SQLMedium
Subquery vs JOIN in SQL — performance and readability tradeoffs
Most query planners (Postgres, MySQL 8+, SQL Server) optimize them identically for simple cases. Pick based on readability. For complex correlated subqueries, JOINs are usually faster and more predictable.
Side-by-side — same result
-- Subquery (IN)
SELECT name FROM customers
WHERE id IN (SELECT customer_id FROM orders WHERE total > 10000);
-- JOIN
SELECT DISTINCT c.name
FROM customers c
JOIN orders o ON o.customer_id = c.id
WHERE o.total > 10000;
Postgres typically rewrites both to the same execution plan. Test with EXPLAIN.
Where JOIN clearly wins — multi-column lookup
-- Painful as subquery
SELECT id FROM orders WHERE customer_id IN (
SELECT id FROM customers WHERE city = 'mumbai' AND tier = 'gold'
);
-- Cleaner as JOIN
SELECT o.id FROM orders o
JOIN customers c ON c.id = o.customer_id
WHERE c.city = 'mumbai' AND c.tier = 'gold';
JOIN also lets you SELECT columns from both tables; subquery cannot.
Where subquery wins — anti-join (NOT EXISTS)
-- Customers with NO orders — cleaner as subquery
SELECT name FROM customers c
WHERE NOT EXISTS (SELECT 1 FROM orders o WHERE o.customer_id = c.id);
-- LEFT JOIN equivalent — works but less self-documenting
SELECT c.name FROM customers c
LEFT JOIN orders o ON o.customer_id = c.id
WHERE o.id IS NULL;
When subquery is a trap — correlated subquery on a big table
-- ❌ Runs the inner query ONCE PER ROW of customers — N×M scans
SELECT name,
(SELECT SUM(total) FROM orders WHERE customer_id = customers.id) AS total
FROM customers;
Rewrite as JOIN + GROUP BY:
-- ✅ Single scan + hash join
SELECT c.name, COALESCE(SUM(o.total), 0) AS total
FROM customers c
LEFT JOIN orders o ON o.customer_id = c.id
GROUP BY c.id, c.name;
IN vs EXISTS
-- IN — best when the subquery is small or static
WHERE customer_id IN (1, 5, 9, 12)
-- EXISTS — best when the subquery is large; stops at first match
WHERE EXISTS (SELECT 1 FROM big_table WHERE big_table.fk = main.id)
Rule I use in code review
- Use JOIN when you need columns from both tables.
- Use EXISTS / NOT EXISTS for "does a related row exist".
- Use IN with a literal list.
- Avoid correlated subqueries in the SELECT list — they're the silent killer of slow queries.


Work task — Extract exactly those lines that lie between the start of the material and the line with "The image size is (1261, 711).", including both boundary lines and no others.

Provided material —

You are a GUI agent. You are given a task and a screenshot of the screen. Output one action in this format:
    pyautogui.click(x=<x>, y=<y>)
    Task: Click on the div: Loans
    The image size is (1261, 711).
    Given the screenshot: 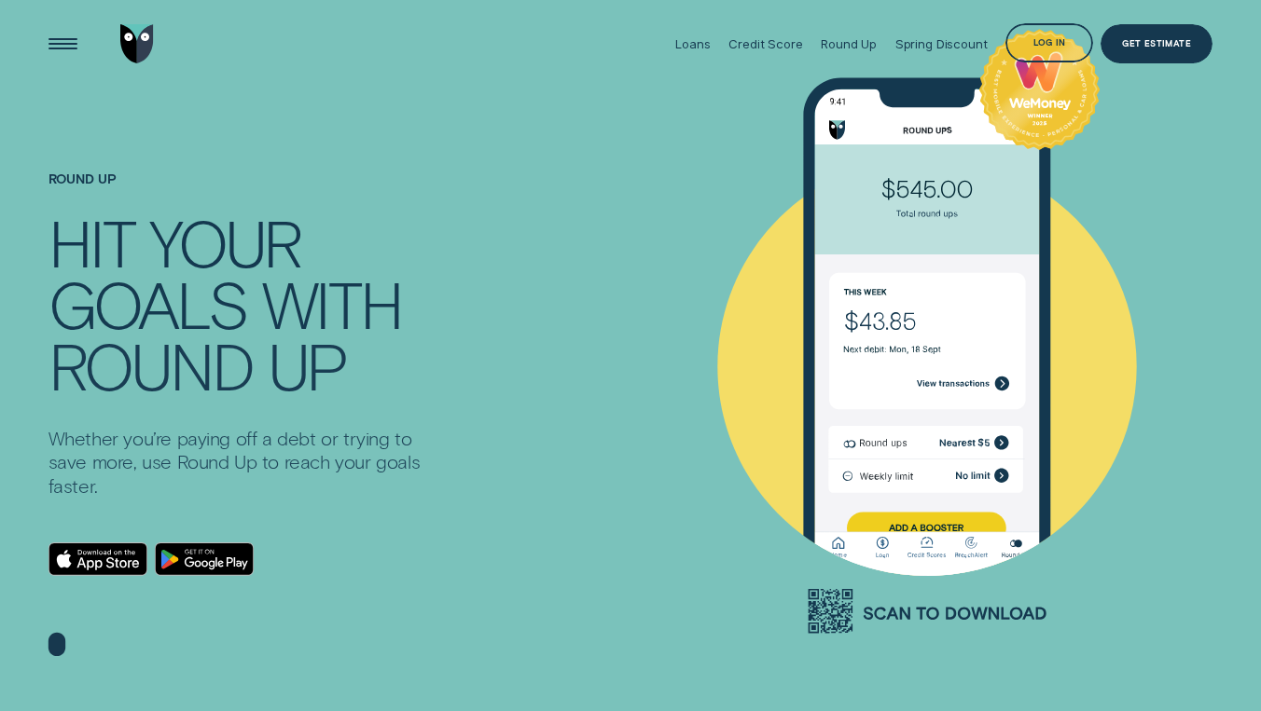 What is the action you would take?
    pyautogui.click(x=692, y=44)
    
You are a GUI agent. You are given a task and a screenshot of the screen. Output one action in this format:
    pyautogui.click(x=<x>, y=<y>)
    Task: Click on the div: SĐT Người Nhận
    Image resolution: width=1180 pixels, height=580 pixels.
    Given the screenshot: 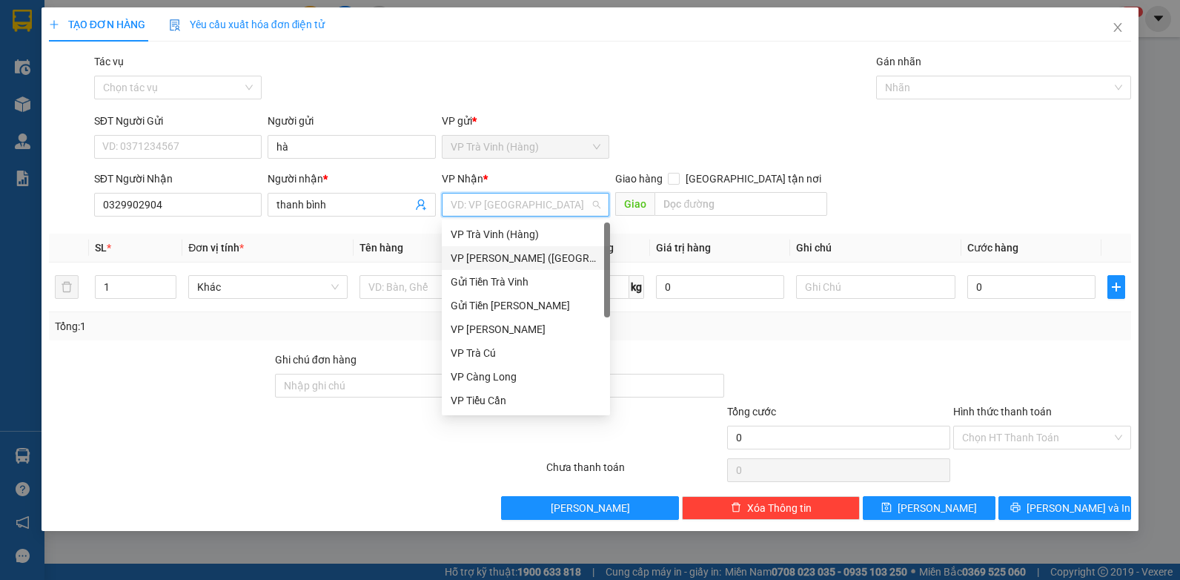 What is the action you would take?
    pyautogui.click(x=178, y=179)
    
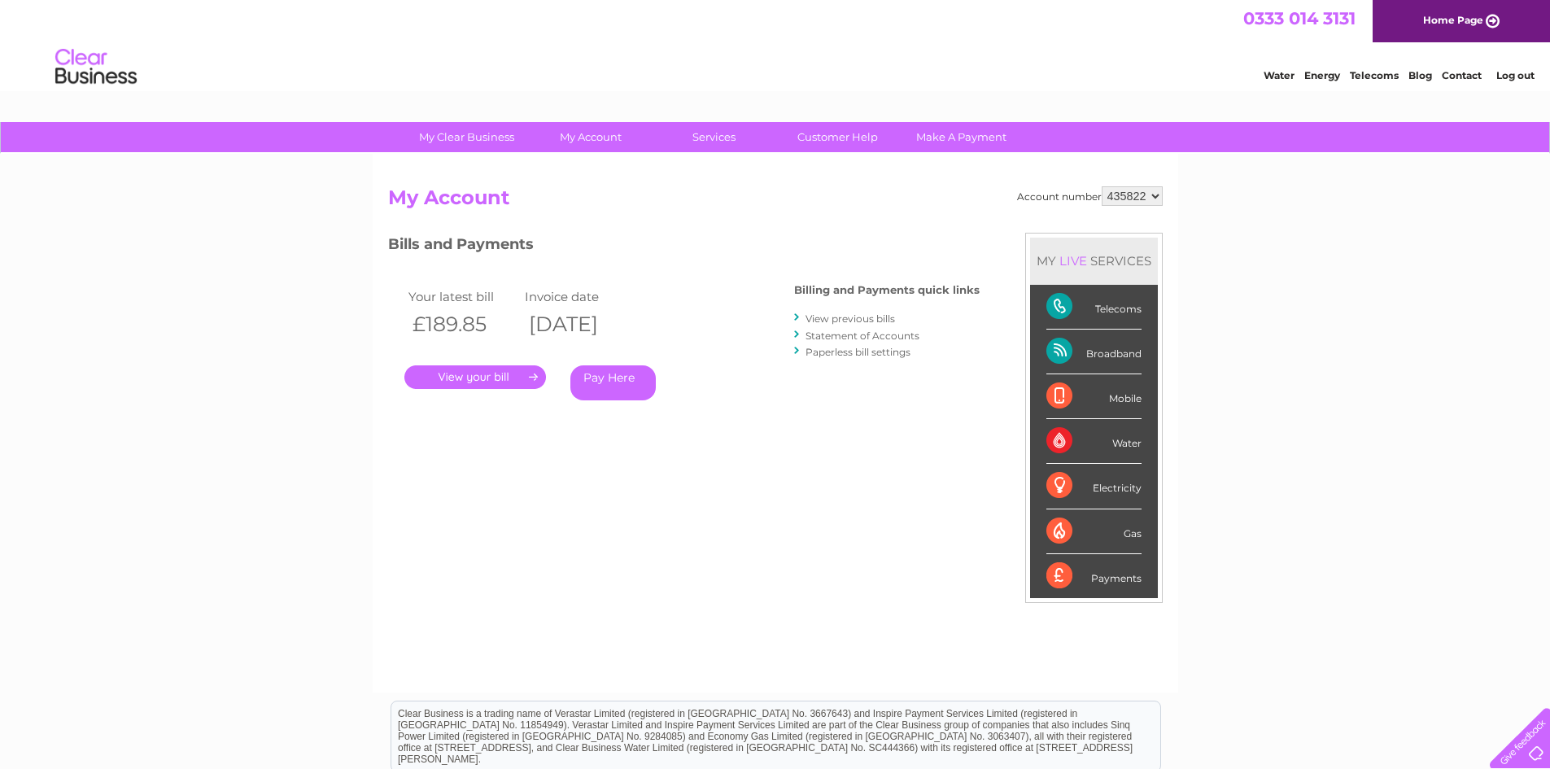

Response to this task —
You are a GUI agent. You are given a task and a screenshot of the screen. Output one action in this format:
    pyautogui.click(x=<x>, y=<y>)
    Task: Click on the div: Loans
    The image size is (1261, 711).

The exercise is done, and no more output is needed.